The only real confrontation between the two was over the $40 billion Ukraine aid package.
Mullin, who voted for it, said the bill was necessary to replenish U.S. arsenals and ramp up intelligence efforts in the region. Mullin is a member of the House Select Committee on Intelligence.
Shannon contends that much of the money was sent in the form of cash to Ukranian officials.

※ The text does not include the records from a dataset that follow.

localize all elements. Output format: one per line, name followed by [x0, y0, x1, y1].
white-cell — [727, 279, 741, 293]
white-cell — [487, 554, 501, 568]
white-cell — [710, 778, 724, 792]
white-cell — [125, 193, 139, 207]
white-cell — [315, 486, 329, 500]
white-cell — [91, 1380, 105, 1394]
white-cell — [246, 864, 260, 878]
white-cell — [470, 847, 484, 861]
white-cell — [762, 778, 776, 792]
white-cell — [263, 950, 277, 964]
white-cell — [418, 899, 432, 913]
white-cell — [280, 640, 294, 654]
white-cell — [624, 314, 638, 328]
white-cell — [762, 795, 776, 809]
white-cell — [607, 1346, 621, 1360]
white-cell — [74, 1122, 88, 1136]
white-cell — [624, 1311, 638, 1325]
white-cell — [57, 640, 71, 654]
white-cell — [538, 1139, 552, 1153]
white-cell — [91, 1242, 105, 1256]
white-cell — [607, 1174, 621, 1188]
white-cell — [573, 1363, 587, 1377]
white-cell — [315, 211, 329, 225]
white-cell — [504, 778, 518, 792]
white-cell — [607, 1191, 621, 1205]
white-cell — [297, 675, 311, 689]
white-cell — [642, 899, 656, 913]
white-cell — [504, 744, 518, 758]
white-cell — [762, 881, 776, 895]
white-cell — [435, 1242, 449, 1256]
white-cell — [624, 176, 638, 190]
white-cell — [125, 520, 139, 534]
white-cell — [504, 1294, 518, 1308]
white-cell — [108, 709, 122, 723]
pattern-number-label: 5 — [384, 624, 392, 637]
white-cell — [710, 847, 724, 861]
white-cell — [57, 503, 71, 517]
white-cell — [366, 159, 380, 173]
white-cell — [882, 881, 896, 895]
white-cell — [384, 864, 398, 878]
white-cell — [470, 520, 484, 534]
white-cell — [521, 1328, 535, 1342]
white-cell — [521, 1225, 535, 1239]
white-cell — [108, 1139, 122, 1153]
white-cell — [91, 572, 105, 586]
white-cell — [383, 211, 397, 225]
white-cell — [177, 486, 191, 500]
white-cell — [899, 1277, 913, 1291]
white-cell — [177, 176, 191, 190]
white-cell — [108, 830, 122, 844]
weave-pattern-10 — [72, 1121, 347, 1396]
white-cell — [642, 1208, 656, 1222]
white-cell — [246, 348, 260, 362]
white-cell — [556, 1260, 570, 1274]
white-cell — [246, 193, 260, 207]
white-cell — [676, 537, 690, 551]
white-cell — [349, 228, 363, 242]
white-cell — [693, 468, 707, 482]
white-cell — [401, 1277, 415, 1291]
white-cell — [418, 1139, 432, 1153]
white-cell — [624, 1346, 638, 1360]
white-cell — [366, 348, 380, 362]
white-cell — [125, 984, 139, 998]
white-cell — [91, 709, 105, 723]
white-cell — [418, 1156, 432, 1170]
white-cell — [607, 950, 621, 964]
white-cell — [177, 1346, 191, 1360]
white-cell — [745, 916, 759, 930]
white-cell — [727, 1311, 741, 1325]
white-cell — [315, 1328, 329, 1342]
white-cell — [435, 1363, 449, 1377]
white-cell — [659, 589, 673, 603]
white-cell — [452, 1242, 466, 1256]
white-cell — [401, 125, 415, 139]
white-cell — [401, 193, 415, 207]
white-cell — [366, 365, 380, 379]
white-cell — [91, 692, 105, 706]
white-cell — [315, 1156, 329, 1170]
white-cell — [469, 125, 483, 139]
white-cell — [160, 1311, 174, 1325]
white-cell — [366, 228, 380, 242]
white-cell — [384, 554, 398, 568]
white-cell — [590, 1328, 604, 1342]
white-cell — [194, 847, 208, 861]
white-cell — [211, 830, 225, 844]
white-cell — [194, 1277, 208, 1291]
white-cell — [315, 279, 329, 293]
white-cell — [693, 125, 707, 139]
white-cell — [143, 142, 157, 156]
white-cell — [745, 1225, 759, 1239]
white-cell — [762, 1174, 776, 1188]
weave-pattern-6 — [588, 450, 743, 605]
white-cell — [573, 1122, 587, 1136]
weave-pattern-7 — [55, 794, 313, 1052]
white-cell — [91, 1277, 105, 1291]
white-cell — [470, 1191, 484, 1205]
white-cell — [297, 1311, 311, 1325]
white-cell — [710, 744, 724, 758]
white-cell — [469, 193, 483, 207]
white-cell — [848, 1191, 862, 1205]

Tuesday he said regarding $16 billion that “we don’t know where it is going.”
That seems to be a reference to $16 billion categorized by the highly respected Center for Strategic and International Studies as “humanitarian assistance, general support to the Ukrainian government, and efforts to mitigate the effects of the war globally.”
According to the CSIS, that money is to be spent to assist Ukrainian refugees in the U.S. and elsewhere, to help eastern European countries dealing with an influx of Ukrainian refugees, and to provide food and other humanitarian aid to countries affected by the curtailment of Ukrainian exports.
The package also included $19 billion in immediate and long-term military aid to Ukraine, almost $4 billion to support expanded U.S. forces in the region and $2 billion for NATO.
Democrat Kendra Horn, who will oppose the runoff winner and two other candidates in the Nov. 8 general election, blasted Mullin, whom she expects to be the Republican nominee.
Referring to an interview with New Tang Dynasty Television, an affiliate of the Falun Gong religious movement, in which Mullin says employers willing to help employees get legal abortions should leave the state, Horn said, “Telling major American companies to ‘get out of Oklahoma’ (if they) don’t agree with his extremist policies and voting against critical high-tech manufacturing jobs in the U.S. to prove a political point may help his standing with the D.C. powerbrokers, but they hurt hard-working Oklahomans.”
Featured video: T.W. Shannon and Markwayne Mullin face off in Republican runoff for U.S. Senate
Oklahoma's runoff will be Aug. 23. The winner will face Democrat Kendra Horn to succeed retiring Sen. Jim Inhofe.